Someone recently asked about forgiveness. After thinking about it for a little while the best definition that I can form is that forgiveness is love, when love isn't so easy to give.
Forgive and forget are two great strategies, but unfortunately since we are intelligent, thinking beings the forgetting part seems more impossible than natural. When I think about times in my life when I have had to learn to forget, I can still begin to fidget a bit when I think about the hurts that I endured. There's nothing wrong with this. Hurt is hurt. If you ignore it it's just going to hide and come get you in the night. Hurt. And then become one with the feeling. Then do it again when it comes up again. And again when you have to.
Very few people make a conscious choice that sounds something like this, "I think I'm going to be really selfish and hurt Laura today. No wait, perhaps I'll continue to hurt her for a long time..." People do things without thought or intent, far more often than we realize. What we must realize is that these people are love and are not diabolical strategists bent on ruining our lives. Some of them, anyway. Our feelings and reactions are the responsibilities of no one, but ourselves.
The greatest trick to forgiving is learning to forgive yourself. When we are comfortable being one with our hurt or our guilt, we can move on (for the time being). Realizing that we are only responsible for our own actions and reactions, and not those of anyone else, is the key to our freedom. Sure, I can dwell on what an ex-husband did to me and I can hold a grudge because of failed promises that came up empty and I can be sore because I did keep my end of the bargain. But those were MY choices to stay there, to take what he gave and to be bitter about it.
Tonight I was thinking about how wonderful it must be to be able to be whatever you are, and know that love will always be there for you. During my marriage there were times when my husband was unbearable and I endured those, waiting for the better times to re-emerge. I always honored him for the good that he was, in spite of what he wasn't. I took the good with the bad, but for a long time I was angry at myself for doing that. You know, when I excise all of the assignations of blame and responsibility from the situation, I am left with knowing that I loved well a lot of the time, and a clear knowledge of something to want for myself going forward.
Forgiveness definitely comes in stages and when we allow ourselves to honor the good and are not compelled to qualify the bad, we are a whole lot closer to freedom. The important thing in all of this, I believe, is wanting to forgive, or wanting to remember the love that we have for someone- even when they don't make it easy for us. When the storm finally subsides we are often left with a new arrangement which sometimes means there will be a different relationship, but as long as we honor the good in ourselves and our others, there is light with us, even in the darkness, and this is nothing to fear.
To be whatever you are, and know that love will always be there for you is a wonderful feeling indeed. You should let yourself feel it, too.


# Task directions:
Write out exactly the lines of the entries below from the one holding "You are a GUI" to the one holding "The height and width of the screenshot is (393, 798).", inclusive, and leave out all other lines.

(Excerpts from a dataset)
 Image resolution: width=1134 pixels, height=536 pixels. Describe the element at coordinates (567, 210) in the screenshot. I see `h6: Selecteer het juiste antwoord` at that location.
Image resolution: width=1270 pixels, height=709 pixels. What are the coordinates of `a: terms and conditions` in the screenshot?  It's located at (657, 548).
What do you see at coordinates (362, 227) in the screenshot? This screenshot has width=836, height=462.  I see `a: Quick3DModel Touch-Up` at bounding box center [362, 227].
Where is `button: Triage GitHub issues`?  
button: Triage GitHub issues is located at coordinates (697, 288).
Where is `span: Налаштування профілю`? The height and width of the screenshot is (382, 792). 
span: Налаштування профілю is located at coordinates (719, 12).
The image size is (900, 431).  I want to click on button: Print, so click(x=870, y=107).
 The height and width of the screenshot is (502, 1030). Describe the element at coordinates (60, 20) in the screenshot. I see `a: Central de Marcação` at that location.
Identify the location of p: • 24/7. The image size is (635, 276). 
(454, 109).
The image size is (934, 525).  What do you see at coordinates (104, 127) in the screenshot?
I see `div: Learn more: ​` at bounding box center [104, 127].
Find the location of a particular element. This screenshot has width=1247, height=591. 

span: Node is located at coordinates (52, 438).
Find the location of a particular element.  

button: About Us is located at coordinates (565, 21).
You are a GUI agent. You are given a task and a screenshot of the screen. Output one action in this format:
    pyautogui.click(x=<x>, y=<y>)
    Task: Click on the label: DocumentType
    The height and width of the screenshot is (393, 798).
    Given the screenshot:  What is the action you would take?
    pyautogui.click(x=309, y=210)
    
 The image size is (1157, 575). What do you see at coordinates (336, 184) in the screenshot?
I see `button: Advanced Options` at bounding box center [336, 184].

# Response to the task:
You are a GUI agent. You are given a task and a screenshot of the screen. Output one action in this format:
    pyautogui.click(x=<x>, y=<y>)
    Task: Click on the label: DocumentType
    The height and width of the screenshot is (393, 798).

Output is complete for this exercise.